Bang on a Can has grown from a one-day New York-based Marathon concert (on Mother’s Day in a SoHo art gallery) to a multi-faceted performing arts organization with a broad range of year-round international activities. “When we started Bang on a Can, we never imagined that our 12-hour marathon festival of mostly unknown music would morph into a giant international organization dedicated to the support of experimental music, wherever we would find it,” writes BOAC co-founders Michael Gordon, David Lang and Julia Wolfe. “But it has, and we are so gratified to be still hard at work, all these years later. The reason is really clear to us — we started this organization because we believed that making new music is a utopian act — that people needed to hear this music, and they needed to hear it presented in the most persuasive way, with the best players, with the best programs, for the best listeners, in the best context.
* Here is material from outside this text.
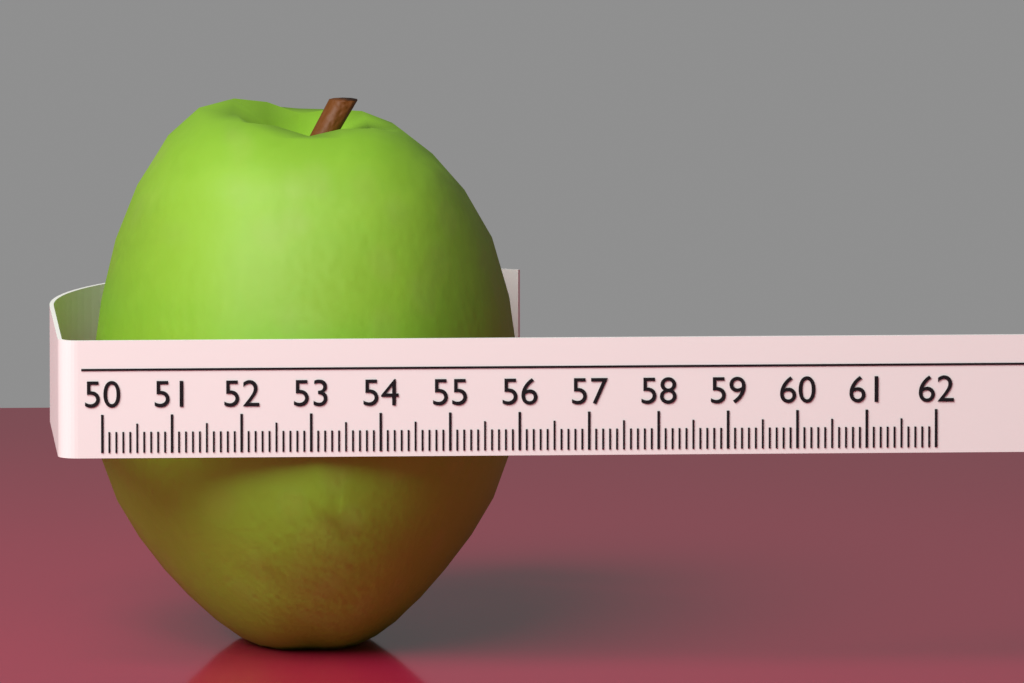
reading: 56.2 (no unit)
Our commitment to changing the environment for this music has kept us busy and growing, and we are not done yet.”

Current projects include the annual Bang on a Can Marathon; The People’s Commissioning Fund, a membership program to commission emerging composers; the Bang on a Can All-Stars, who tour to major festivals and concert venues around the world every year; recording projects on Cantaloupe Music; the Bang on a Can Summer Music Festival at MASS MoCA — a professional development program for young composers and performers led by today’s pioneers of experimental music; Asphalt Orchestra, Bang on a Can’s extreme street band that offers mobile performances re-contextualizing unusual music; Found Sound Nation, a new technology-based musical outreach program now partnering with the State Department of the United States of America to create OneBeat, a revolutionary, post-political residency program that uses music to bridge the gulf between young American musicians and young musicians from developing countries; cross-disciplinary collaborations and projects with DJs, visual artists, choreographers, filmmakers and more.
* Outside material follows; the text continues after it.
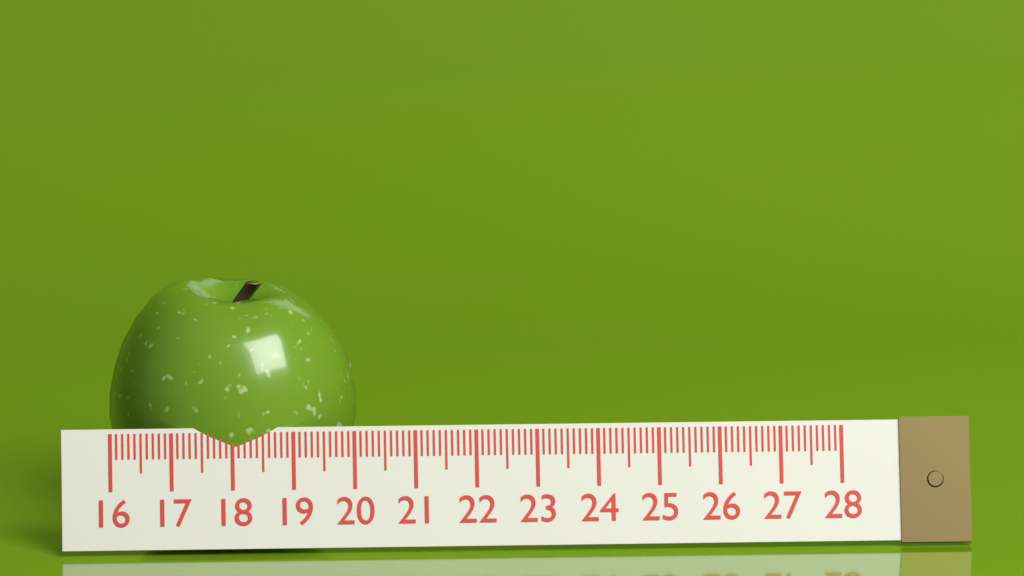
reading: 20.1 (no unit)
Each new program has evolved to answer specific challenges faced by today’s musicians, composers and audiences, in order to make innovative music widely accessible and wildly received. Bang on a Can’s inventive and aggressive approach to programming and presentation has created a large and vibrant international audience made up of people of all ages who are rediscovering the value of contemporary music.

General admission to the Green Guest Artist Series is $20; tickets for seniors, children and all students are free. For online purchases, visit music.depauw.edu.

The GCPA box office also will be open 90 minutes prior to the performance in the Green Center for the Performing Arts (605 S. College Ave.). Sale of Green Guest Artist Series season tickets at the Center continues through Sept. 4. Individual ticket sales will begin on Wednesday, Sept. 5.